Friday, Jan. 06, 1967

Ready for Romney

Outwardly, the word from Michigan's George Romney on the 1968 Republican presidential nomination has not changed in recent weeks: "I want to take a long, hard look before deciding." Even as Romney-for-President clubs sprang up in Utah, Texas and Michigan, Romney insisted publicly that he was preparing only for his gubernatorial inauguration this week, and that he will wait six months before he tells a breathless world whether or not he will run.

"Social Visit." Fair enough. Still, hidden from the public's view, Romney is running--and running very hard. Last week, for example, the Governor turned up missing one day from the Statehouse in Lansing. When Michigan newsmen asked where he was Romney's press aide said that he was in New York on a "social visit." Sure enough, when New York reporters finally found him, he had been "socializing" for seven intensive hours in a suite at Manhattan's Waldorf-Astoria Hotel. With him was a crew of old political friends who would certainly make up the nucleus of his campaign staff.

On hand were former G.O.P. National Chairman Leonard Hall; J. Willard Marriott, the Mormon millionaire owner of the Hot Shoppe restaurant chain and Marriott Motor Hotels; Clifford Folger, the Washington financier who was national Republican finance chairman for the presidential campaigns of 1956 and 1960; L. William Seidman, a wealthy Michigan accountant with offices around the world, who ran unsuccessfully for state auditor on Romney's ticket in 1962; Detroit Real Estate Millionaire Max Fisher, this year's national chairman of the United Jewish Appeal. Also present were Romney's attorney, Richard van Dusen, and two of his top administrative aides, Walter DeVries and Jack Mclntosh, a onetime (1957-59) G.O.P. Congressman from Michigan.

No Idle Chatter. Although Romney hustled out of the Waldorf without talking to reporters, Marriott announced candidly: "All of us think he is going to be a candidate. We think Romney has a better chance than anyone else." That is not just idle chatter, for Romney's operatives have already taken several seven-league steps along the path to prepare the way for his entry as a fullblown presidential candidate.

Direct contacts on Romney's behalf have been made with Republican leaders in New Hampshire, New York, Missouri, Kansas, Colorado, Utah, New Mexico and Mississippi. The Governor's aides have already made a straw count of convention delegates; they figure that they can now count on some 500 first-ballot votes, while Nixon probably controls around 550 (required for the nomination: 667). They have solicited New York Senator Jacob Javits to suggest a speechwriter. They have borrowed New York Governor Nelson Rockefeller's research files from his 1964 attempt to get the nomination.

Romney himself has not been among the overt solicitors of delegates. But shortly after the first of the year, following his message to the Michigan legislature, he plans to set out on a political odyssey that will take him out of the state for more than 100 days in 1967.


Skip the images and repeat every entry word for word.

[Extracts from a graphics dataset]
--

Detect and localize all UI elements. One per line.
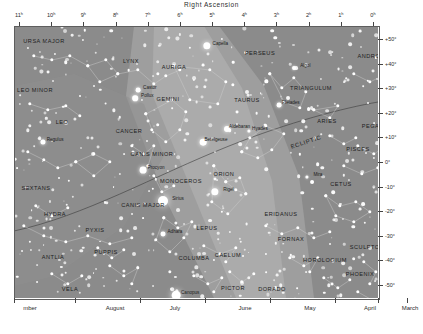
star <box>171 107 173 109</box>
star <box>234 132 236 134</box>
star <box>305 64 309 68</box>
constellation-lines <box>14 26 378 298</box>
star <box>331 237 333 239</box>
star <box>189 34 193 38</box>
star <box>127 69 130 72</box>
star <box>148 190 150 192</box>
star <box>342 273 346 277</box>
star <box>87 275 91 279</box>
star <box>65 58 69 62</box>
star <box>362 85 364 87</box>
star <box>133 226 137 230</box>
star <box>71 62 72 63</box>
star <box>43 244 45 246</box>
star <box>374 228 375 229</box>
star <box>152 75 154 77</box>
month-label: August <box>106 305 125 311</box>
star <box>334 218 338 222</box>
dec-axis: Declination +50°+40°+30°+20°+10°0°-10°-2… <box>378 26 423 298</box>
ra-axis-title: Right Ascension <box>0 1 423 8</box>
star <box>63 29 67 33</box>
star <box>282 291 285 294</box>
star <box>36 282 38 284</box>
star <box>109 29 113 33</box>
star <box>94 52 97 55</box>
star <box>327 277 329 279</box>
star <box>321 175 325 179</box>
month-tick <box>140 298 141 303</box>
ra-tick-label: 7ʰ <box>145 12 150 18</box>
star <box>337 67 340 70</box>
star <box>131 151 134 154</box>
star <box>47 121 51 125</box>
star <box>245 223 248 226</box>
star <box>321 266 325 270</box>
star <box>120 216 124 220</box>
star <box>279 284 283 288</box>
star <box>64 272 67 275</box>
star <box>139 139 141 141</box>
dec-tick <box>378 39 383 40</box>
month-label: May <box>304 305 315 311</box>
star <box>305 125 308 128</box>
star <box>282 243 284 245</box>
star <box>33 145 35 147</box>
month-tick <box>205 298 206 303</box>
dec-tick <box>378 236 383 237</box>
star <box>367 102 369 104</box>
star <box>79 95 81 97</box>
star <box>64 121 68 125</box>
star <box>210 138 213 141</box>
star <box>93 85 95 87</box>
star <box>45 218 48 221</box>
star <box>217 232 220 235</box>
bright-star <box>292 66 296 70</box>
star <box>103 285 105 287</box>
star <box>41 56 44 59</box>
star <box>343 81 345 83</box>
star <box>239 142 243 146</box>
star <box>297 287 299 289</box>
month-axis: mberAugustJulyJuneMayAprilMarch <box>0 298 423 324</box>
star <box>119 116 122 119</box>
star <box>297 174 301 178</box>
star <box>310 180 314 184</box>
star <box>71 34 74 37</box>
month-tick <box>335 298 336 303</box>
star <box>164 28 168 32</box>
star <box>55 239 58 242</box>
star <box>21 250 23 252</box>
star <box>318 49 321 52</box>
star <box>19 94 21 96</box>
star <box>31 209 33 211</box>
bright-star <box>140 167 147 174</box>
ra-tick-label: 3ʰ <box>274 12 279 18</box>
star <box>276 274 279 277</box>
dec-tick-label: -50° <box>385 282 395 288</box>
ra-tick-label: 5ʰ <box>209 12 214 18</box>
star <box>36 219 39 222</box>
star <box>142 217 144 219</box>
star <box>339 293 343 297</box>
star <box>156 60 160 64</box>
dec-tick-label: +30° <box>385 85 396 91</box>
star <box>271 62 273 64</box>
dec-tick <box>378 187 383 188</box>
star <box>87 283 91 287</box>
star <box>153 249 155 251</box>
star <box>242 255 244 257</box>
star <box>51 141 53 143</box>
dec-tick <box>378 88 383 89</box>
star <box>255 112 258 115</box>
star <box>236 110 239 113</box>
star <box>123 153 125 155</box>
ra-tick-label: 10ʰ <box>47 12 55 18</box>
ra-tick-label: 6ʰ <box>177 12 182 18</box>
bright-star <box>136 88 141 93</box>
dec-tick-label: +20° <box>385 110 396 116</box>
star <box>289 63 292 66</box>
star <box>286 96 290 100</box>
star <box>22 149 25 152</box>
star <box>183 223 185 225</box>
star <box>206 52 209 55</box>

--

▸ **Written solution**:
Detect and localize all UI elements. One per line.
star <box>171 107 173 109</box>
star <box>234 132 236 134</box>
star <box>305 64 309 68</box>
constellation-lines <box>14 26 378 298</box>
star <box>331 237 333 239</box>
star <box>189 34 193 38</box>
star <box>127 69 130 72</box>
star <box>148 190 150 192</box>
star <box>342 273 346 277</box>
star <box>87 275 91 279</box>
star <box>65 58 69 62</box>
star <box>362 85 364 87</box>
star <box>133 226 137 230</box>
star <box>71 62 72 63</box>
star <box>43 244 45 246</box>
star <box>374 228 375 229</box>
star <box>152 75 154 77</box>
month-label: August <box>106 305 125 311</box>
star <box>334 218 338 222</box>
dec-axis: Declination +50°+40°+30°+20°+10°0°-10°-2… <box>378 26 423 298</box>
ra-axis-title: Right Ascension <box>0 1 423 8</box>
star <box>63 29 67 33</box>
star <box>282 291 285 294</box>
star <box>36 282 38 284</box>
star <box>109 29 113 33</box>
star <box>94 52 97 55</box>
star <box>327 277 329 279</box>
star <box>321 175 325 179</box>
month-tick <box>140 298 141 303</box>
ra-tick-label: 7ʰ <box>145 12 150 18</box>
star <box>337 67 340 70</box>
star <box>131 151 134 154</box>
star <box>47 121 51 125</box>
star <box>245 223 248 226</box>
star <box>321 266 325 270</box>
star <box>120 216 124 220</box>
star <box>279 284 283 288</box>
star <box>64 272 67 275</box>
star <box>139 139 141 141</box>
dec-tick <box>378 39 383 40</box>
month-label: May <box>304 305 315 311</box>
star <box>305 125 308 128</box>
star <box>282 243 284 245</box>
star <box>33 145 35 147</box>
month-tick <box>205 298 206 303</box>
dec-tick <box>378 236 383 237</box>
star <box>367 102 369 104</box>
star <box>79 95 81 97</box>
star <box>64 121 68 125</box>
star <box>210 138 213 141</box>
star <box>93 85 95 87</box>
star <box>45 218 48 221</box>
star <box>217 232 220 235</box>
bright-star <box>292 66 296 70</box>
star <box>103 285 105 287</box>
star <box>41 56 44 59</box>
star <box>343 81 345 83</box>
star <box>239 142 243 146</box>
star <box>297 287 299 289</box>
month-axis: mberAugustJulyJuneMayAprilMarch <box>0 298 423 324</box>
star <box>119 116 122 119</box>
star <box>297 174 301 178</box>
star <box>310 180 314 184</box>
star <box>71 34 74 37</box>
month-tick <box>335 298 336 303</box>
star <box>164 28 168 32</box>
star <box>55 239 58 242</box>
star <box>21 250 23 252</box>
star <box>318 49 321 52</box>
star <box>19 94 21 96</box>
star <box>31 209 33 211</box>
bright-star <box>140 167 147 174</box>
ra-tick-label: 3ʰ <box>274 12 279 18</box>
star <box>276 274 279 277</box>
dec-tick-label: -50° <box>385 282 395 288</box>
ra-tick-label: 5ʰ <box>209 12 214 18</box>
star <box>36 219 39 222</box>
star <box>142 217 144 219</box>
star <box>339 293 343 297</box>
star <box>156 60 160 64</box>
dec-tick-label: +30° <box>385 85 396 91</box>
star <box>271 62 273 64</box>
dec-tick <box>378 187 383 188</box>
star <box>87 283 91 287</box>
star <box>153 249 155 251</box>
star <box>242 255 244 257</box>
star <box>51 141 53 143</box>
dec-tick <box>378 88 383 89</box>
star <box>255 112 258 115</box>
star <box>236 110 239 113</box>
star <box>123 153 125 155</box>
ra-tick-label: 10ʰ <box>47 12 55 18</box>
ra-tick-label: 6ʰ <box>177 12 182 18</box>
bright-star <box>136 88 141 93</box>
dec-tick-label: +20° <box>385 110 396 116</box>
star <box>289 63 292 66</box>
star <box>286 96 290 100</box>
star <box>22 149 25 152</box>
star <box>183 223 185 225</box>
star <box>206 52 209 55</box>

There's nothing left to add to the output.